Jacob Abraham Camille Pissarro was born in 1830 on the island of St. Thomas in the Danish West Indies to a Sephardic Jewish family and moved to Paris in 1855, where he would become the only painter to exhibit in all eight Impressionist exhibitions — making him the movement’s most committed and consistent member. Older than most of his colleagues, he served as a mentor and father figure: Cézanne called him “humble and colossal,” and his generosity of spirit held the fractious group together through years of rejection and poverty.
Pissarro’s landscapes of the Île-de-France — the orchards, fields, and village streets around Pontoise and later Éragny — are among the purest expressions of the Impressionist vision: light-filled, honestly observed, free of sentimentality or dramatic effect. The Red Roofs (1877) captures the geometry of village houses through a screen of bare winter trees with a compositional intelligence that Cézanne admired and learned from. In the 1880s, Pissarro experimented with Seurat’s Pointillist technique before returning to a freer manner in his magnificent late series of Parisian boulevards, painted from hotel windows.
A committed anarchist, Pissarro believed that art and social justice were inseparable, and he contributed drawings to anarchist publications throughout his life. His influence as a teacher was immeasurable: Cézanne, Gauguin, and Van Gogh all learned from him, and his principled dedication to painting what he saw, as honestly as he could, remains a model of artistic integrity.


WORK INSTRUCTION: Retype each record below word for word, pictures excluded.
● ● ● ● ●
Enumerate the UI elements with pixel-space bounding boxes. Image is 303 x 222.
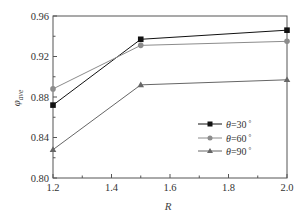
y-tick-label: 0.92 [31,51,49,62]
data-series [50,27,291,152]
square-marker-icon [138,36,144,42]
legend-item: θ=30° [198,119,252,130]
square-marker-icon [284,27,290,33]
legend-label: θ=60° [226,133,252,144]
x-tick-label: 2.0 [280,182,293,193]
legend-label: θ=30° [226,119,252,130]
x-tick-label: 1.2 [46,182,59,193]
plot-area [53,16,287,178]
circle-marker-icon [138,43,144,49]
series-triangle [50,76,291,151]
legend-item: θ=90° [198,146,252,157]
x-tick-label: 1.4 [105,182,119,193]
square-marker-icon [50,102,56,108]
circle-marker-icon [50,86,56,92]
y-tick-label: 0.96 [31,11,49,22]
y-tick-label: 0.80 [31,173,49,184]
x-tick-label: 1.6 [163,182,176,193]
y-tick-label: 0.88 [31,92,49,103]
x-tick-label: 1.8 [222,182,235,193]
x-axis-label: R [164,200,172,212]
series-line [53,30,287,105]
plot-border [53,16,287,178]
legend-label: θ=90° [226,146,252,157]
y-axis-label-sub: ave [16,89,25,100]
series-square [50,27,290,108]
svg-text:φave: φave [10,89,25,106]
y-axis-label: φave [10,89,25,106]
legend: θ=30°θ=60°θ=90° [198,119,252,157]
circle-marker-icon [284,39,290,45]
circle-marker-icon [208,136,213,141]
square-marker-icon [208,122,213,127]
legend-item: θ=60° [198,133,252,144]
series-line [53,80,287,150]
line-chart: 1.21.41.61.82.00.800.840.880.920.96 θ=30… [0,0,303,222]
triangle-marker-icon [284,76,291,82]
series-line [53,41,287,89]
y-tick-label: 0.84 [31,132,50,143]
triangle-marker-icon [50,146,57,152]
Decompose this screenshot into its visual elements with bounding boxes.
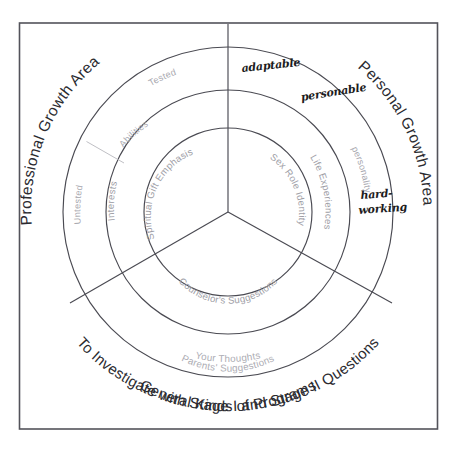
diagram-canvas: Professional Growth Area Personal Growth… bbox=[0, 0, 456, 452]
growth-area-diagram: Professional Growth Area Personal Growth… bbox=[0, 0, 456, 452]
note-hard-working-line1: hard- bbox=[360, 188, 393, 202]
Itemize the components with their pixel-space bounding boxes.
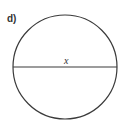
- diameter-label: x: [64, 55, 68, 66]
- circle-diagram: [0, 0, 120, 129]
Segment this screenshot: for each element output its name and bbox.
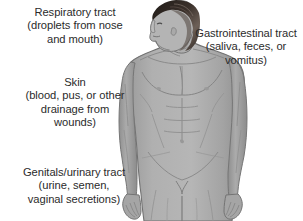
callout-skin: Skin (blood, pus, or other drainage from…: [0, 76, 150, 130]
callout-gastrointestinal-tract: Gastrointestinal tract (saliva, feces, o…: [189, 27, 303, 67]
callout-genitals-urinary-tract: Genitals/urinary tract (urine, semen, va…: [0, 166, 148, 206]
callout-respiratory-tract: Respiratory tract (droplets from nose an…: [2, 6, 148, 46]
portals-of-exit-diagram: Respiratory tract (droplets from nose an…: [0, 0, 303, 221]
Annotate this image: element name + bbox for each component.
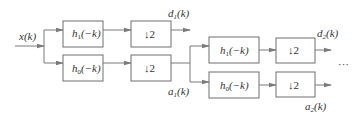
svg-text:h1(−k): h1(−k) xyxy=(72,27,101,41)
stage1-lowpass-filter-box: h0(−k) xyxy=(63,55,103,81)
svg-text:↓2: ↓2 xyxy=(288,44,299,56)
stage2-low-downsample-box: ↓2 xyxy=(276,72,315,97)
stage1-low-downsample-box: ↓2 xyxy=(131,55,171,81)
input-label: x(k) xyxy=(18,30,36,43)
stage1-high-downsample-box: ↓2 xyxy=(131,21,171,47)
d2-label: d2(k) xyxy=(317,27,339,41)
a2-label: a2(k) xyxy=(305,100,327,114)
stage2-high-downsample-box: ↓2 xyxy=(276,38,315,63)
filter-bank-diagram: x(k) h1(−k) h0(−k) ↓2 ↓2 d1(k) a1(k) h1(… xyxy=(0,0,357,117)
svg-text:h1(−k): h1(−k) xyxy=(220,44,249,58)
svg-text:h0(−k): h0(−k) xyxy=(72,62,101,76)
stage2-highpass-filter-box: h1(−k) xyxy=(209,37,259,63)
svg-text:↓2: ↓2 xyxy=(288,79,299,91)
svg-text:↓2: ↓2 xyxy=(144,62,155,74)
a1-label: a1(k) xyxy=(168,85,190,99)
d1-label: d1(k) xyxy=(168,7,190,21)
stage2-lowpass-filter-box: h0(−k) xyxy=(209,72,259,98)
continuation-ellipsis: ··· xyxy=(338,58,349,70)
svg-text:h0(−k): h0(−k) xyxy=(220,79,249,93)
svg-text:↓2: ↓2 xyxy=(144,28,155,40)
stage1-highpass-filter-box: h1(−k) xyxy=(63,21,103,47)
● ● ● ● ●
ANSWER TO THE PROBLEM:
Enumerate the UI elements with pixel-space bounding boxes. Image is 303 x 222.
y-tick-label: 0.92 [31,51,49,62]
data-series [50,27,291,152]
square-marker-icon [138,36,144,42]
legend-item: θ=30° [198,119,252,130]
square-marker-icon [284,27,290,33]
legend-label: θ=60° [226,133,252,144]
x-tick-label: 2.0 [280,182,293,193]
legend-label: θ=30° [226,119,252,130]
x-tick-label: 1.2 [46,182,59,193]
plot-area [53,16,287,178]
circle-marker-icon [138,43,144,49]
series-triangle [50,76,291,151]
legend-item: θ=90° [198,146,252,157]
x-tick-label: 1.4 [105,182,119,193]
square-marker-icon [50,102,56,108]
circle-marker-icon [50,86,56,92]
y-tick-label: 0.96 [31,11,49,22]
y-tick-label: 0.80 [31,173,49,184]
x-tick-label: 1.6 [163,182,176,193]
y-tick-label: 0.88 [31,92,49,103]
x-tick-label: 1.8 [222,182,235,193]
x-axis-label: R [164,200,172,212]
series-line [53,30,287,105]
plot-border [53,16,287,178]
legend-label: θ=90° [226,146,252,157]
y-axis-label-sub: ave [16,89,25,100]
series-square [50,27,290,108]
svg-text:φave: φave [10,89,25,106]
y-axis-label: φave [10,89,25,106]
legend: θ=30°θ=60°θ=90° [198,119,252,157]
circle-marker-icon [284,39,290,45]
circle-marker-icon [208,136,213,141]
square-marker-icon [208,122,213,127]
legend-item: θ=60° [198,133,252,144]
series-line [53,80,287,150]
line-chart: 1.21.41.61.82.00.800.840.880.920.96 θ=30… [0,0,303,222]
triangle-marker-icon [284,76,291,82]
series-line [53,41,287,89]
y-tick-label: 0.84 [31,132,50,143]
triangle-marker-icon [50,146,57,152]
Decompose this screenshot into its visual elements with bounding boxes.
diagram-canvas: Professional Growth Area Personal Growth… bbox=[0, 0, 456, 452]
growth-area-diagram: Professional Growth Area Personal Growth… bbox=[0, 0, 456, 452]
note-hard-working-line1: hard- bbox=[360, 188, 393, 202]
Itemize the components with their pixel-space bounding boxes.
- diameter-label: x: [64, 55, 68, 66]
- circle-diagram: [0, 0, 120, 129]
Segment this screenshot: for each element output its name and bbox.
callout-skin: Skin (blood, pus, or other drainage from…: [0, 76, 150, 130]
callout-gastrointestinal-tract: Gastrointestinal tract (saliva, feces, o…: [189, 27, 303, 67]
callout-genitals-urinary-tract: Genitals/urinary tract (urine, semen, va…: [0, 166, 148, 206]
callout-respiratory-tract: Respiratory tract (droplets from nose an…: [2, 6, 148, 46]
portals-of-exit-diagram: Respiratory tract (droplets from nose an…: [0, 0, 303, 221]
Annotate this image: element name + bbox for each component.
svg-text:h1(−k): h1(−k) xyxy=(72,27,101,41)
stage1-lowpass-filter-box: h0(−k) xyxy=(63,55,103,81)
svg-text:↓2: ↓2 xyxy=(288,44,299,56)
stage2-low-downsample-box: ↓2 xyxy=(276,72,315,97)
stage1-low-downsample-box: ↓2 xyxy=(131,55,171,81)
input-label: x(k) xyxy=(18,30,36,43)
stage1-high-downsample-box: ↓2 xyxy=(131,21,171,47)
d2-label: d2(k) xyxy=(317,27,339,41)
a2-label: a2(k) xyxy=(305,100,327,114)
stage2-high-downsample-box: ↓2 xyxy=(276,38,315,63)
filter-bank-diagram: x(k) h1(−k) h0(−k) ↓2 ↓2 d1(k) a1(k) h1(… xyxy=(0,0,357,117)
svg-text:h1(−k): h1(−k) xyxy=(220,44,249,58)
svg-text:h0(−k): h0(−k) xyxy=(72,62,101,76)
stage2-highpass-filter-box: h1(−k) xyxy=(209,37,259,63)
svg-text:↓2: ↓2 xyxy=(288,79,299,91)
svg-text:↓2: ↓2 xyxy=(144,62,155,74)
a1-label: a1(k) xyxy=(168,85,190,99)
d1-label: d1(k) xyxy=(168,7,190,21)
stage2-lowpass-filter-box: h0(−k) xyxy=(209,72,259,98)
continuation-ellipsis: ··· xyxy=(338,58,349,70)
svg-text:h0(−k): h0(−k) xyxy=(220,79,249,93)
svg-text:↓2: ↓2 xyxy=(144,28,155,40)
stage1-highpass-filter-box: h1(−k) xyxy=(63,21,103,47)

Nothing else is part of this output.